In a way, this summer tour links two separate generations. The heavy-dreaded twenty-eight-year old Khalifa has clearly inherited Snoop’s throne as the nation’s premier marijuana advocate. That’s quite a feat, considering that the forty-four-year-old Snoop once said he smokes eighty-one blunts per day. Yet for the most part, they make different music. While Snoop has increasingly deigned to the world of modern pop, particularly in the last decade with Top Ten hits like “Drop It Like It’s Hot” and “Sexual Eruption,” on Tuesday we were reminded of his nineties catalog, of why people liked him in the first place. With his textbook silky-smooth delivery, he eased through gangsta rap classics like “Who Am I (What’s My Name),” “Gin and Juice,” “The Next Episode,” and “Nuthin’ But a ‘G’ Thang.” He then brought out a couple of forgettable pop-rap singles from recent, lesser-loved albums, plus a bit of DJ Khaled “All I Do Is Win,” which felt jarring and unintentionally humorous given his aforementioned G-funk material.
The excess of that Khaled song paired better with Wiz, who channels the anthemic songwriting and larger-than-life percussion of trap music and EDM into goofy-faced stoner raps. His songs hit you in the face, but in a way that suggests you already can’t feel your face. It makes sense that this show was packed with high school kids, and that the teen-centric clothing store Zumiez stocks a variety of Wiz-related products, because his lovable, perma-baked persona, matched with his of-the-moment production, seems near focus-tested to appeal to a certain kind of stoner teenager. “See You Again,” Wiz’s biggest hit and featured heavily in the advertisements for Furious 7, only adds to that.

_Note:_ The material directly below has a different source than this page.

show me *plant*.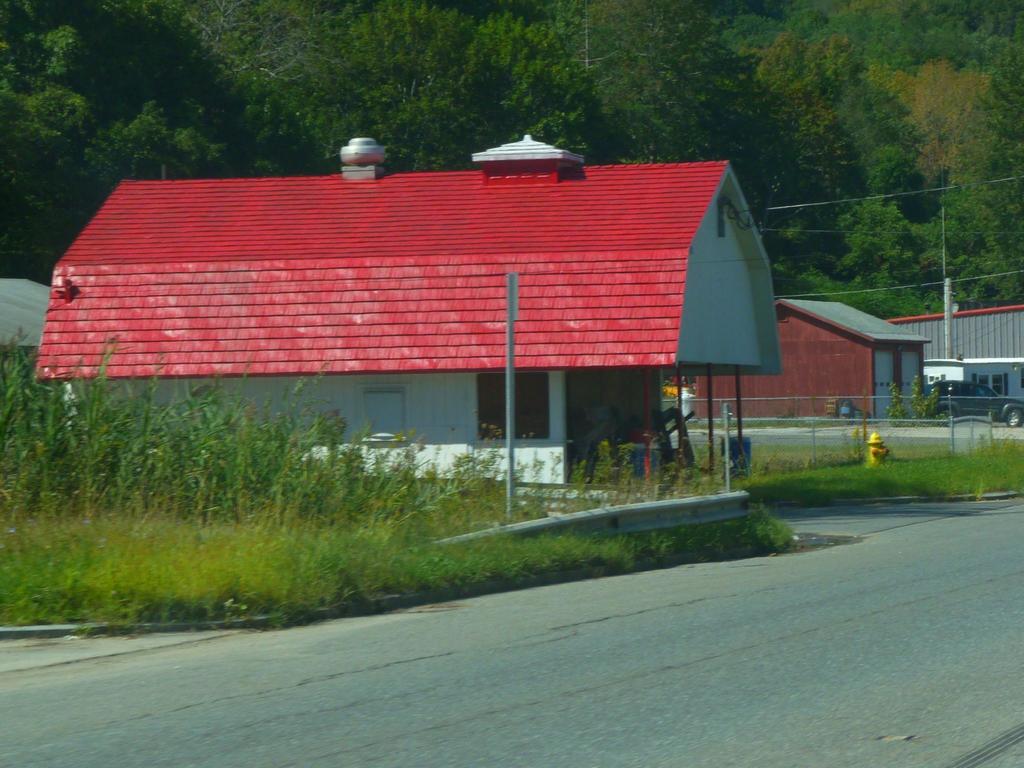
*plant* is here: (x1=929, y1=380, x2=945, y2=422).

Together, Snoop and Wiz executed a fantastic co-headlining tour setup. The two traded off stage time for the first half of the set, with Snoop leaving and returning to play songs in between Wiz hits like “Bake Sale” and “We Dem Boyz.” These were paired with appropriately trippy imagery like cupcakes and rotating plants. For the second half, they shared the stage for a variety of covers and originals. Their energy performing together is undeniable, and it’s a wonder that they haven’t dropped a full-length project together. Eventually we got “See You Again,” the night’s only moment of reflective pause. Khalifa asked the audience for unity, and presumably, to remember former Fast and the Furious actor Paul Walker, whose death inspired the song.
The openers did a strong job of prepping the crowd for Snoop and Wiz. The often highly controversial Louisiana rapper Kevin Gates, who achieved a mega-hit this year with “2 Phones,” electrified the crowd. Appropriately, he opened that song with the iPhone ringtone sound, taking two different phone calls from two different phones. He closed with “I Don’t Get Tired,” his undeniable internship-pump-up anthem and a perfect lead-in to the last two sets. Although pairing L.A. songstress Jhene Aiko with four energetic rappers felt like a mismatch, Aiko did bring along a full live band, which helped to flesh out her glittery, mid-tempo R&B songs. The crowd sat mute for most of the set, though they perked up when she played an extended version of her verse from Omarion’s “Post to Be.” People love groceries.
Casey Veggies performed a solid, if forgettable opening set. Instead of promoting a CD or world peace at the end of his set, he promoted his Instagram. This felt appropriate for Veggies, though, who was one of the founding members of L.A. internet rap collective Odd Future and who probably knows the value of a strong web presence better than anyone.
Less forgettable was the moment of the evening when I watched a cop jump off the side of one of the amphitheater pillars to grab a kid’s arms and arrest him for weed possession. Right behind that scene, at that exact moment, Snoop Dogg exhaled a blunt on four Jumbotron screens. What a strange universe to live in.